How the Attack Works

Earlier waves of the campaign targeted SMS verification codes and account PINs, or used doctored "group invite" links to silently link an attacker's device. The new technique is more insidious. Phishing messages, disguised as Signal support, walk targets through enabling Signal backups, opening the recovery key screen, and pasting the key into the chat. Once the attacker has the key, they can restore the account's backup, read all private and group message history, and take over the account.

Crucially, the compromised key remains valid even after the victim changes phones. If the target creates a new account with the same phone number, the old recovery key can still access future backups. The only fix is to generate a new recovery key in Signal's settings, which invalidates the old one for future downloads—but cannot undo any data already exfiltrated.
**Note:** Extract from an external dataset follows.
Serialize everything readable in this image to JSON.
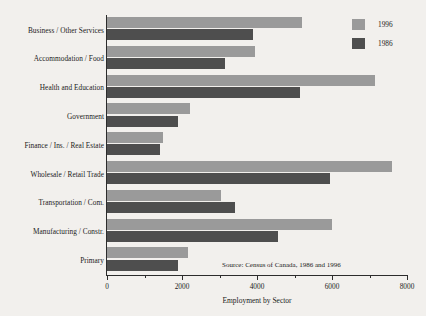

Technical Details and Sample Messages

The FBI published two sample phishing messages. One poses as a mandatory two-factor authentication rollout, the other as an urgent "data recovery" fix for messages supposedly at risk. Both exploit trust in Signal's own interface rather than technical vulnerabilities. The advisory emphasizes that these attacks do not break Signal's encryption. They are pure social engineering, targeting the user rather than the cryptography.

Who Is Targeted

Victims are individuals the FBI describes as of "high intelligence value": current and former US and international government officials, military personnel, political figures, journalists, and officials in Ukraine. The March advisory noted the broader campaign had already compromised thousands of accounts worldwide.

Mitigation and Response

If you receive a message inside Signal asking for a recovery key, verification code, or PIN, treat it as hostile. Signal does not message users inside the app to request credentials. To protect yourself, generate a new recovery key in Signal Settings > Account > Backup Recovery Key. This invalidates any previously shared key. The State Department's Rewards for Justice program is offering up to $10 million for information on UNC5792.

Broader Context

This campaign is part of a pattern. Google's Threat Intelligence Group first documented UNC5792 abusing Signal's linked-device feature in early 2025, and later observed the same tradecraft targeting WhatsApp and Telegram. The activity overlaps with earlier warnings from Dutch (AIVD, MIVD), German (BfV, BSI), and French (ANSSI) intelligence agencies. The takeaway: end-to-end encryption protects messages in transit, but cannot protect users who are persuaded to hand over the keys themselves.